Nvidia's new Blackwell GPUs trained Meta’s Llama 3.1 405B model in just 27 minutes, according to new MLCommons benchmarks. The test used only 2,496 Blackwell chips, more than halving the GPU count needed by the previous H100 generation. This leap in training efficiency reinforces Nvidia's dominance in the large-scale model training market.

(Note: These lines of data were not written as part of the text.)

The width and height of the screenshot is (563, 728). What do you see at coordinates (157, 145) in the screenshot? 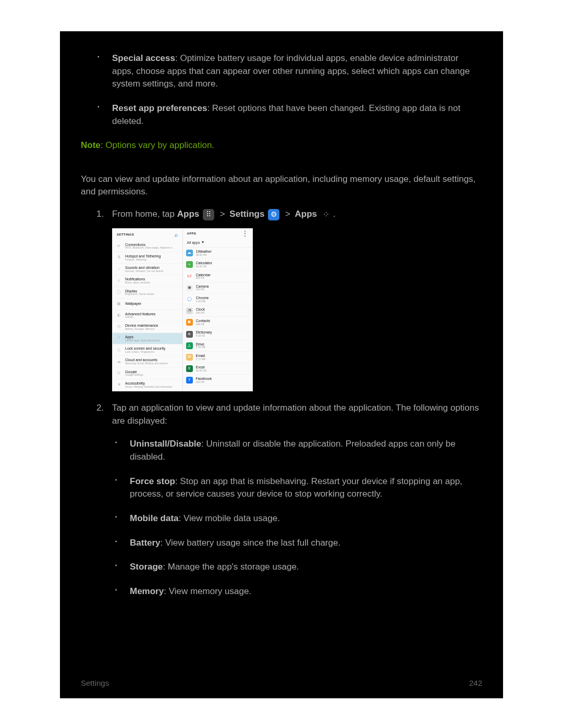
I see `note-text: : Options vary by application.` at bounding box center [157, 145].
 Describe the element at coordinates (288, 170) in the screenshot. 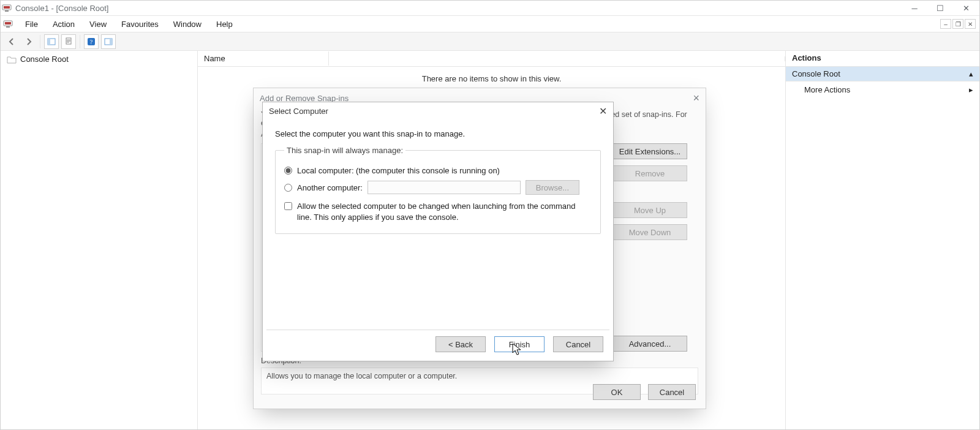

I see `radio-local-input` at that location.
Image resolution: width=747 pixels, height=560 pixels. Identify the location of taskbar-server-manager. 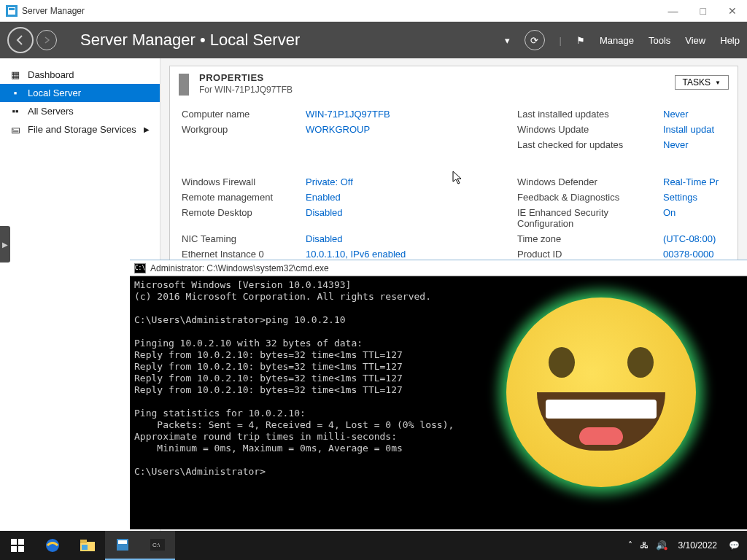
(123, 545).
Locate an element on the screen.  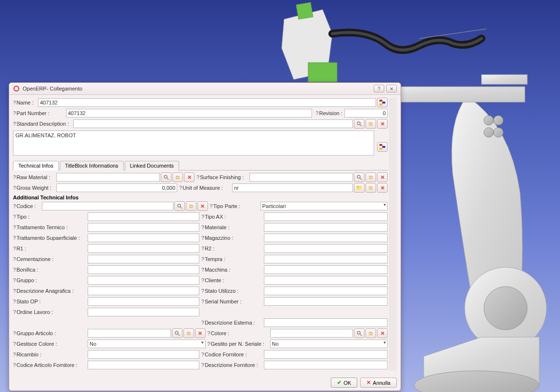
tempra-input is located at coordinates (326, 259).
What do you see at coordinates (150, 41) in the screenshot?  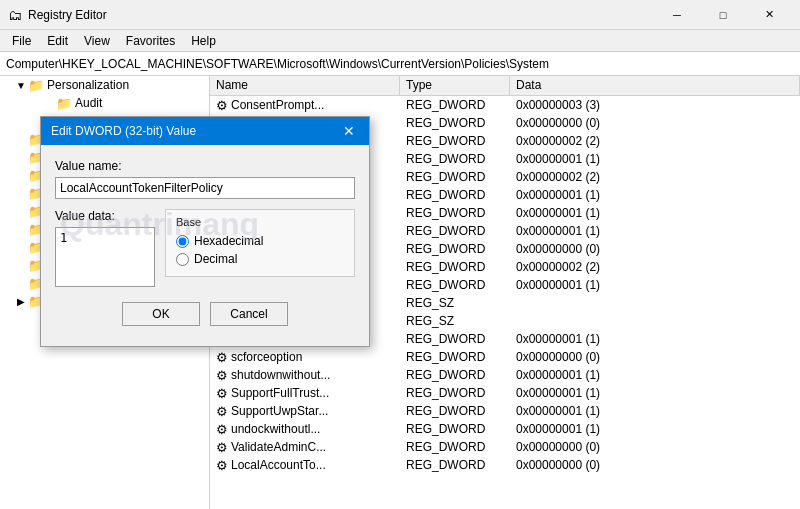 I see `menu-favorites: Favorites` at bounding box center [150, 41].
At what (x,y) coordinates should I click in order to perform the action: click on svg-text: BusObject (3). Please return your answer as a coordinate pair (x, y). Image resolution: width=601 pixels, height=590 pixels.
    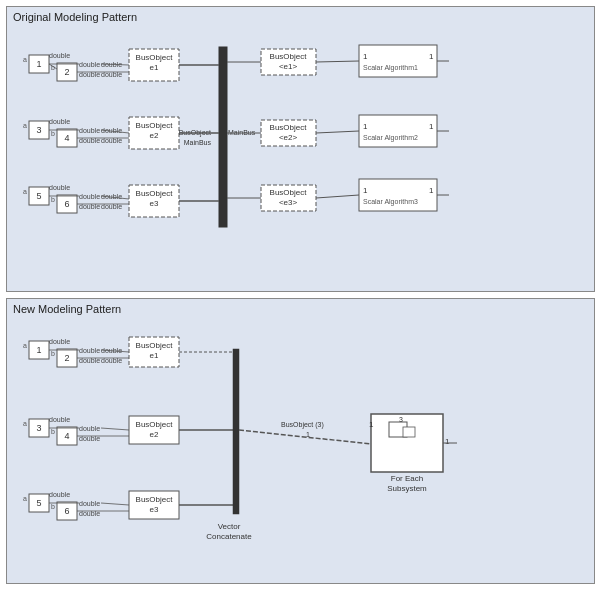
    Looking at the image, I should click on (302, 425).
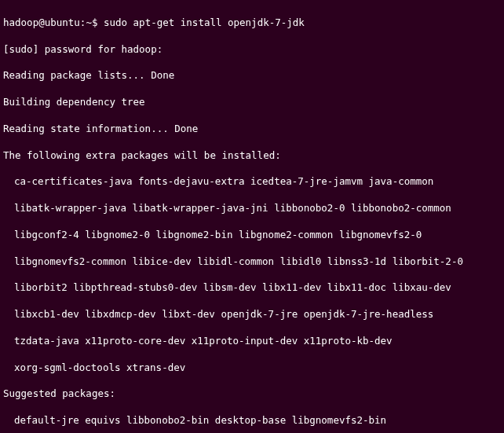 The height and width of the screenshot is (433, 504). Describe the element at coordinates (252, 156) in the screenshot. I see `extra-packages-header: The following extra packages will be ins…` at that location.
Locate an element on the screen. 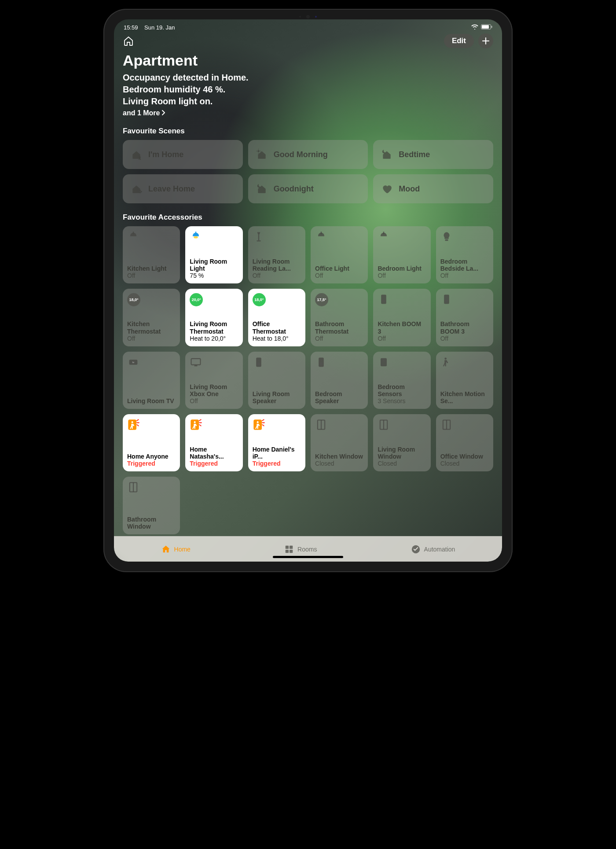 The width and height of the screenshot is (616, 849). accessory-tile: Living Room WindowClosed is located at coordinates (402, 443).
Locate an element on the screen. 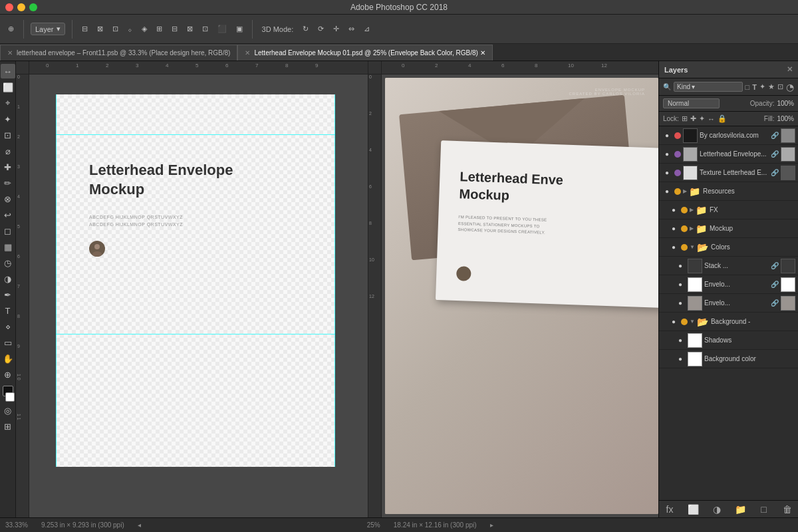 The width and height of the screenshot is (798, 532). lasso-tool-btn: ⌖ is located at coordinates (8, 103).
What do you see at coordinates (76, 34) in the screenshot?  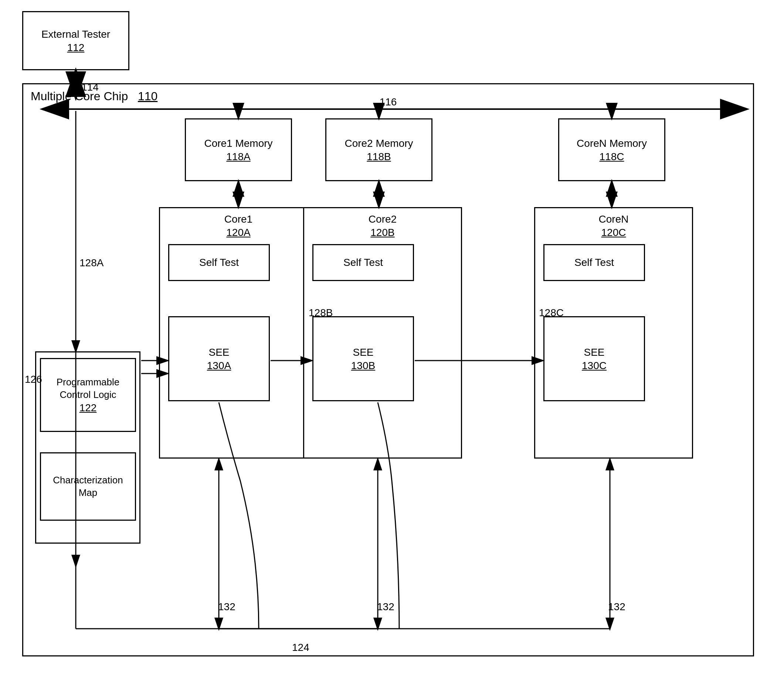 I see `external-tester-label: External Tester` at bounding box center [76, 34].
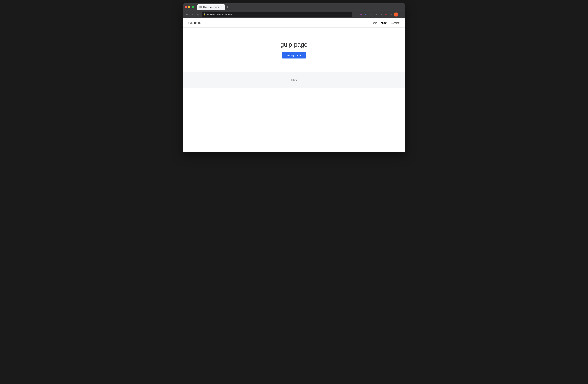 This screenshot has width=588, height=384. I want to click on title-bar: Home · gulp-page × +, so click(294, 7).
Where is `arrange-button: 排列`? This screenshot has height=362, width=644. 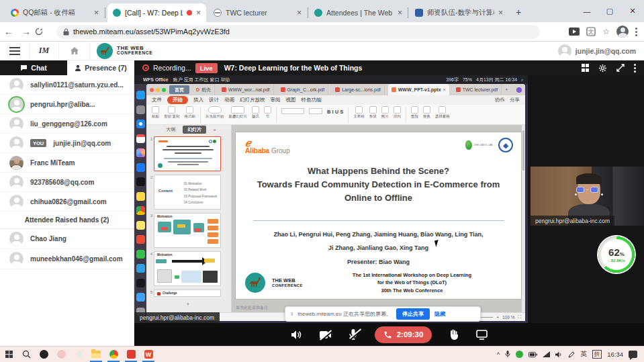 arrange-button: 排列 is located at coordinates (398, 113).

The Blackwell B200 GPU is built on a dual-die chiplet design, packing 208 billion transistors. This architecture delivers up to 20 petaflops of FP4 compute, a 5x improvement over the prior H100 Hopper generation, and is manufactured using a custom TSMC 4NP process. The design's focus has shifted towards post-training inference efficiency, a significant change from previous generations that prioritized raw training FLOPS. A key innovation in Blackwell is the second-generation Transformer Engine, which adds support for FP4 precision. This halves the memory required per parameter, allowing a 70-billion parameter model to run on a single B200 GPU. This efficiency gain, combined with a new hardware decompression engine, targets major bottlenecks in data loading and processing. The MLPerf benchmarks show the B200 delivering up to 2.2 times the training performance of the H100 on large language models like GPT-3 175B. For inference, the gains are even more substantial, with claims of up to 4x faster performance than the H100, partly due to the new FP4 support. This leap is also enabled by a significant boost in memory bandwidth to 8 TB/s from 192 GB of HBM3e memory. This performance jump directly impacts the "build vs. buy" calculus for hyperscalers like Google, Amazon, and Meta. While these giants invest heavily in custom silicon like Google's TPU and Broadcom-designed ASICs for workload-specific optimization and cost savings, Nvidia's generational performance gains maintain pressure on these internal efforts. The high cost and long development cycles of custom chips mean they risk being outdated by the time they launch. The competitive landscape is therefore a race between the flexibility and ecosystem of general-purpose GPUs and the potential long-term cost and efficiency benefits of custom ASICs. While Nvidia currently dominates the training market, the battle is intensifying in the inference space, which is projected to constitute the majority of AI compute spending by 2026. Competitors like Broadcom are gaining traction by co-designing custom chips for major AI players, creating a more diversified market.

Get your own daily briefing

Scout delivers personalized news, insights, and conversations tailored to your role and industry.

Download on the App Store

Shared from Scout - Be the smartest in the room.